Neighborhoods, local networks, and the non-linear path of the expiration and preservation of federal rental subsidies

Blog by Kathryn Howell


Created
10 Nov 2017, 10:02 a.m.
Author
Kathryn Howell
DOI
10.1177/0042098017736427

Abstract: http://journals.sagepub.com/doi/full/10.1177/0042098017736427#abstract

 

Recognizing that housing is a basic human need, most developed countries provide some form of housing subsidy for low-income families.  In the U.S., some housing subsidies are provided to buildings at the time of construction, but the subsidies are only guaranteed for a fixed period of time.  This raises the question: what happens to affordable housing when the subsidies expire? 

 

   In this paper, Neighborhoods, local networks, and the non-linear path of the expiration and preservation of federal rental subsidies, I explore the diverse ways that federally subsidized buildings in Washington, DC are preserved or lost.

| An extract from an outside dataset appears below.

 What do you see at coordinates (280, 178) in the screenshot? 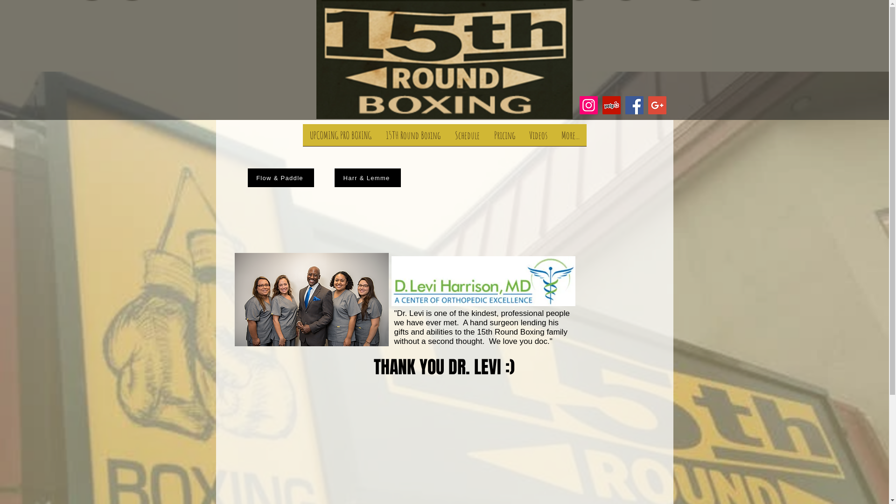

The analysis uses qualitative data assembled from seven years of meetings between various stakeholders to describe the process of preservation – or the lack of preservation. 

 

   In theory, the process for opting out of a federal subsidy is clear: a building owner notifies the U.S. Department of Housing and Urban Development (HUD) of his or her intention to opt out.  A notification is sent to the city, the city’s Housing authority offers vouchers to the tenants to enable them to rent other apartments, and finally the tenants decide to move or stay. However, in practice, the process is often more complicated, as illustrated by the case of Museum Square One Apartments.

 

   In 2015, the owner of Museum Square One Apartments notified his tenants that they would opt-out of its nearly 40 year-old Section 8 contract the following year. The 301-unit building, located in the midst of a massive luxury apartment boom, housed a large portion of the Chinatown neighborhood’s remaining Asian seniors. However, the owner’s decision to opt out of the subsidy was just one piece of the building’s troubled past. Starting in the early 2002, as DC’s former Mayor announced his goal to attract 100,000 net new residents by 2012, Museum Square faced constant threats to building conditions, subsidies, and tenant rights that would culminate in the 2015 opt out. Tenant organizers and government agencies reported fires in the building, deteriorating conditions, and the owner’s avowal not to improve conditions, in spite of applications for new funding. 

 

   The cases studied in the paper, including that of Museum One, offer several lessons for policymakers and affordable housing advocates. First, preservation and loss often take years and offer multiple opportunities for intervention. Second, because of the diverse scale impacts of affordable housing – city, neighborhood, building and tenant – as well as the dimensions of funding, code enforcement and daily living, there must be an avenue through which data can be shared to create a more complete picture of the building’s status. Finally, preservation is a long and complex process that engages diverse stakeholders from tenants and tenant organizers engaged in the daily experiences of the building to local and federal agency staff. This case offers powerful support for increased collaboration between stakeholders and meaningful local laws and flexible funding for the preservation of affordable housing.